This is really an open ended question. What do you guys use for OpenGL 3.x rendering?
I've previously done everything with 2.1, but I'm trying to switch over to 3.2 so I can use geometry shaders. I was comfortable doing everything with SFML 1.6 so I tried moving over to SFML 2.0, got the context, but haven't gotten anything to display. I've seen code on how to do it from scratch, but I was hoping to avoid that so I don't end up reinventing the wheel.
OpenGL 3.x Rendering
SFML should work fine I would think, as long as you've got it setup I don't see any reason to change. Maybe you just haven't gotten anything to display because you're doing some 3.2 techniques incorrectly, or missed a step? I would think the initialization should be pretty much the same between opengl 2.1 and 3.2.
I use native Win32 and GLEW to get a 3.2 context on Windows and an NSOpenGLContext created with the NSOpenGLProfileVersion3_2Core attribute on OS X Lion.
I didn't need to change too much of my 2.1 code, but I did need to update all my shaders. Most worked out of the box once I changed the keywords around though.
I didn't need to change too much of my 2.1 code, but I did need to update all my shaders. Most worked out of the box once I changed the keywords around though.
This is really an open ended question. What do you guys use for OpenGL 3.x rendering?
I use the latest version of GLFW (from their SVN repository), but SFML should work just fine as well.
I tried moving over to SFML 2.0, got the context, but haven't gotten anything to display.[/quote]
The number one difference that catches people out when moving to a 3.x context? Vertex Array Objects. If nothing is rendering, and your shader compilation isn't giving any errors, then there is a very good chance you have forgotten to create a VAO.
For GL 3.2 (or 3.3) and using VAO, there is this Wiki example
http://www.opengl.org/wiki/Tutorial1:_Rendering_shapes_with_glDrawRangeElements,_VAO,_VBO,_shaders_%28C%2B%2B_/_freeGLUT%29
http://www.opengl.org/wiki/Tutorial1:_Rendering_shapes_with_glDrawRangeElements,_VAO,_VBO,_shaders_%28C%2B%2B_/_freeGLUT%29
I did update my shaders and write an entire matrix stack class. At first I thought my vertices weren't binding to the shaders, but I ran a glQuery and it said that they were all being generated. I thought that I only needed to use a VBO but I'll try switching the code to use a VAO. Thanks for the help.
As for what I'm going to do with geometry shaders, I need it for my senior project for college. Right now I store terrain in a large array and do some basic frustrum culling to know what to display. The terrain is based off of a heightmap created at run time from a 5 different perlin noise functions. I have water implemented as a plane with a procedural texture to simulate movement with the ability to do vertex displacement. The geometry shader would allow me to tesselate the water and generate normals for the water. I can also move to a 3D noise function to generate the terrain with a marching cubes implementation similar to what was outlined in the gpu gems 3 book. Geometry shaders aren't the main focus of the project, it's called "Procedurally Generating Everything." Right now I'm only using Perlin noise for all my work, but I may extend it to cellular and fractal generation for some things depending on how much time I have next semester and whether or not I feel like writing another chapter or two for the paper.

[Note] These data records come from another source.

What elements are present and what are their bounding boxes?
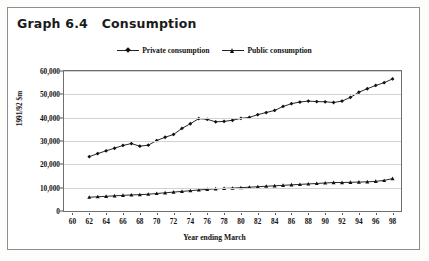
x-axis-tick-mark: [342, 213, 343, 215]
x-axis-tick-label: 96: [372, 217, 379, 226]
legend-item-private: Private consumption: [117, 46, 209, 55]
x-axis-tick-mark: [241, 213, 242, 215]
data-point-marker: [146, 143, 150, 147]
gridline: [64, 94, 401, 95]
x-axis-tick-label: 84: [271, 217, 278, 226]
data-point-marker: [332, 101, 336, 105]
y-axis-tick-label: 0: [8, 207, 60, 216]
x-axis-tick-label: 92: [338, 217, 345, 226]
x-axis-tick-label: 82: [254, 217, 261, 226]
x-axis-tick-mark: [190, 213, 191, 215]
data-point-marker: [298, 100, 302, 104]
data-point-marker: [121, 144, 125, 148]
x-axis-tick-label: 66: [119, 217, 126, 226]
diamond-marker-icon: [117, 47, 139, 55]
x-axis-tick-mark: [393, 213, 394, 215]
y-axis-tick-label: 40,000: [8, 113, 60, 122]
data-point-marker: [391, 177, 395, 181]
x-axis-tick-mark: [106, 213, 107, 215]
y-axis-tick-label: 20,000: [8, 160, 60, 169]
page-title: Graph 6.4 Consumption: [17, 16, 197, 31]
x-axis-ticks: 6062646668707274767880828486889092949698: [63, 213, 402, 227]
chart-page: Graph 6.4 Consumption Private consumptio…: [0, 0, 429, 261]
data-point-marker: [87, 155, 91, 159]
data-point-marker: [130, 142, 134, 146]
x-axis-tick-label: 74: [187, 217, 194, 226]
data-point-marker: [214, 120, 218, 124]
x-axis-tick-label: 94: [355, 217, 362, 226]
data-point-marker: [113, 146, 117, 150]
gridline: [64, 188, 401, 189]
data-point-marker: [290, 102, 294, 106]
data-point-marker: [264, 111, 268, 115]
x-axis-tick-mark: [174, 213, 175, 215]
x-axis-tick-label: 72: [170, 217, 177, 226]
data-point-marker: [382, 81, 386, 85]
y-axis-tick-label: 60,000: [8, 67, 60, 76]
x-axis-tick-mark: [157, 213, 158, 215]
x-axis-tick-mark: [376, 213, 377, 215]
legend-label-private: Private consumption: [142, 46, 209, 55]
data-point-marker: [365, 87, 369, 91]
x-axis-tick-mark: [275, 213, 276, 215]
data-point-marker: [323, 100, 327, 104]
x-axis-tick-label: 86: [288, 217, 295, 226]
data-point-marker: [340, 99, 344, 103]
data-point-marker: [256, 113, 260, 117]
data-point-marker: [281, 105, 285, 109]
plot-area: [63, 70, 402, 212]
gridline: [64, 118, 401, 119]
x-axis-tick-label: 80: [237, 217, 244, 226]
y-axis-tick-label: 30,000: [8, 137, 60, 146]
gridline: [64, 141, 401, 142]
x-axis-tick-label: 68: [136, 217, 143, 226]
x-axis-tick-mark: [140, 213, 141, 215]
data-point-marker: [273, 109, 277, 113]
x-axis-tick-mark: [207, 213, 208, 215]
x-axis-tick-mark: [308, 213, 309, 215]
x-axis-tick-mark: [72, 213, 73, 215]
legend-label-public: Public consumption: [247, 46, 311, 55]
data-point-marker: [391, 77, 395, 81]
data-point-marker: [231, 118, 235, 122]
data-point-marker: [315, 100, 319, 104]
x-axis-tick-label: 78: [220, 217, 227, 226]
data-point-marker: [222, 120, 226, 124]
chart-legend: Private consumption Public consumption: [0, 46, 429, 55]
x-axis-tick-label: 70: [153, 217, 160, 226]
x-axis-tick-mark: [291, 213, 292, 215]
x-axis-tick-mark: [89, 213, 90, 215]
data-point-marker: [306, 99, 310, 103]
x-axis-tick-label: 76: [204, 217, 211, 226]
x-axis-tick-label: 90: [322, 217, 329, 226]
data-point-marker: [163, 135, 167, 139]
x-axis-tick-label: 64: [102, 217, 109, 226]
data-point-marker: [138, 144, 142, 148]
x-axis-tick-mark: [258, 213, 259, 215]
x-axis-title: Year ending March: [0, 233, 429, 242]
data-point-marker: [374, 84, 378, 88]
data-point-marker: [104, 149, 108, 153]
x-axis-tick-mark: [359, 213, 360, 215]
x-axis-tick-label: 88: [305, 217, 312, 226]
x-axis-tick-mark: [224, 213, 225, 215]
data-point-marker: [96, 152, 100, 156]
x-axis-tick-label: 62: [86, 217, 93, 226]
triangle-marker-icon: [222, 47, 244, 55]
x-axis-tick-mark: [123, 213, 124, 215]
y-axis-tick-label: 10,000: [8, 183, 60, 192]
gridline: [64, 164, 401, 165]
y-axis-ticks: 60,00050,00040,00030,00020,00010,0000: [5, 70, 60, 212]
x-axis-tick-label: 98: [389, 217, 396, 226]
gridline: [64, 71, 401, 72]
x-axis-tick-label: 60: [69, 217, 76, 226]
y-axis-tick-label: 50,000: [8, 90, 60, 99]
legend-item-public: Public consumption: [222, 46, 311, 55]
x-axis-tick-mark: [325, 213, 326, 215]
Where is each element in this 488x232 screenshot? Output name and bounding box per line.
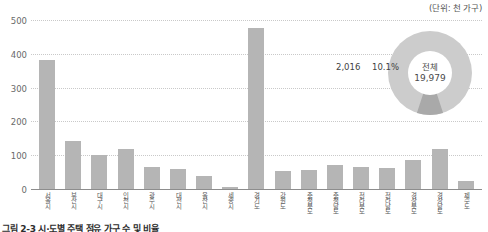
x-label-slot: 경상북도	[400, 192, 426, 224]
donut-chart: 전체 19,979	[382, 25, 478, 121]
bar-대구시	[91, 155, 107, 189]
y-tick-label-0: 0	[22, 185, 27, 195]
x-label-slot: 전라북도	[348, 192, 374, 224]
x-label-slot: 대구시	[86, 192, 112, 224]
bar-충청북도	[301, 170, 317, 189]
x-label-slot: 경상남도	[427, 192, 453, 224]
chart-figure: (단위: 천 가구) 0100200300400500 서울시부산시대구시인천시…	[0, 0, 488, 232]
bar-경상남도	[432, 149, 448, 189]
bar-slot	[139, 21, 165, 189]
x-axis-label-서울시: 서울시	[44, 192, 50, 208]
donut-hole	[408, 51, 452, 95]
x-axis-label-전라북도: 전라북도	[358, 192, 364, 214]
y-tick-label-400: 400	[11, 50, 27, 60]
x-axis-label-대전시: 대전시	[175, 192, 181, 208]
bar-경상북도	[405, 160, 421, 189]
unit-note: (단위: 천 가구)	[429, 1, 482, 13]
bar-slot	[191, 21, 217, 189]
x-axis-label-경기도: 경기도	[253, 192, 259, 208]
donut-svg	[382, 25, 478, 121]
bar-전라북도	[353, 167, 369, 189]
x-label-slot: 제주도	[453, 192, 479, 224]
bar-slot	[270, 21, 296, 189]
bar-slot	[34, 21, 60, 189]
x-label-slot: 경기도	[243, 192, 269, 224]
bar-slot	[217, 21, 243, 189]
x-label-slot: 광주시	[139, 192, 165, 224]
bar-slot	[60, 21, 86, 189]
bar-대전시	[170, 169, 186, 189]
y-tick-label-300: 300	[11, 84, 27, 94]
bar-slot	[113, 21, 139, 189]
x-axis-label-경상북도: 경상북도	[410, 192, 416, 214]
x-axis-label-경상남도: 경상남도	[436, 192, 442, 214]
x-label-slot: 울산시	[191, 192, 217, 224]
bar-부산시	[65, 141, 81, 189]
x-axis-label-제주도: 제주도	[463, 192, 469, 208]
bar-slot	[86, 21, 112, 189]
x-axis-label-전라남도: 전라남도	[384, 192, 390, 214]
bar-slot	[243, 21, 269, 189]
bar-제주도	[458, 181, 474, 189]
x-label-slot: 대전시	[165, 192, 191, 224]
x-label-slot: 충청남도	[322, 192, 348, 224]
bar-경기도	[248, 28, 264, 189]
x-axis-label-강원도: 강원도	[279, 192, 285, 208]
x-axis-label-세종시: 세종시	[227, 192, 233, 208]
x-axis-label-부산시: 부산시	[70, 192, 76, 208]
bar-slot	[165, 21, 191, 189]
donut-slice-percent: 10.1%	[372, 62, 399, 72]
x-label-slot: 강원도	[270, 192, 296, 224]
bar-전라남도	[379, 168, 395, 189]
y-tick-label-500: 500	[11, 16, 27, 26]
x-label-slot: 세종시	[217, 192, 243, 224]
bar-충청남도	[327, 165, 343, 189]
x-axis-label-광주시: 광주시	[149, 192, 155, 208]
y-tick-label-200: 200	[11, 117, 27, 127]
donut-slice-value: 2,016	[336, 62, 360, 72]
x-axis-label-인천시: 인천시	[122, 192, 128, 208]
bar-광주시	[144, 167, 160, 190]
x-axis-label-충청남도: 충청남도	[332, 192, 338, 214]
x-label-slot: 서울시	[34, 192, 60, 224]
x-label-slot: 전라남도	[374, 192, 400, 224]
x-label-slot: 인천시	[113, 192, 139, 224]
bar-slot	[322, 21, 348, 189]
x-axis-label-울산시: 울산시	[201, 192, 207, 208]
figure-caption: 그림 2-3 시·도별 주택 점유 가구 수 및 비율	[2, 222, 159, 232]
y-tick-label-100: 100	[11, 151, 27, 161]
bar-slot	[348, 21, 374, 189]
bar-서울시	[39, 60, 55, 189]
x-axis-line	[31, 189, 482, 190]
x-axis-label-대구시: 대구시	[96, 192, 102, 208]
x-axis-label-충청북도: 충청북도	[306, 192, 312, 214]
x-axis-labels: 서울시부산시대구시인천시광주시대전시울산시세종시경기도강원도충청북도충청남도전라…	[31, 192, 482, 224]
bar-울산시	[196, 176, 212, 189]
bar-인천시	[118, 149, 134, 189]
x-label-slot: 부산시	[60, 192, 86, 224]
x-label-slot: 충청북도	[296, 192, 322, 224]
bar-slot	[296, 21, 322, 189]
bar-강원도	[275, 171, 291, 189]
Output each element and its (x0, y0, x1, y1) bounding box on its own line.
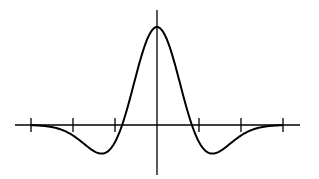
axes (15, 10, 300, 175)
wavelet-chart (0, 0, 319, 179)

As for what I'm going to do with geometry shaders, I need it for my senior project for college. Right now I store terrain in a large array and do some basic frustrum culling to know what to display. The terrain is based off of a heightmap created at run time from a 5 different perlin noise functions. I have water implemented as a plane with a procedural texture to simulate movement with the ability to do vertex displacement. The geometry shader would allow me to tesselate the water and generate normals for the water. I can also move to a 3D noise function to generate the terrain with a marching cubes implementation similar to what was outlined in the gpu gems 3 book. Geometry shaders aren't the main focus of the project, it's called "Procedurally Generating Everything." Right now I'm only using Perlin noise for all my work, but I may extend it to cellular and fractal generation for some things depending on how much time I have next semester and whether or not I feel like writing another chapter or two for the paper.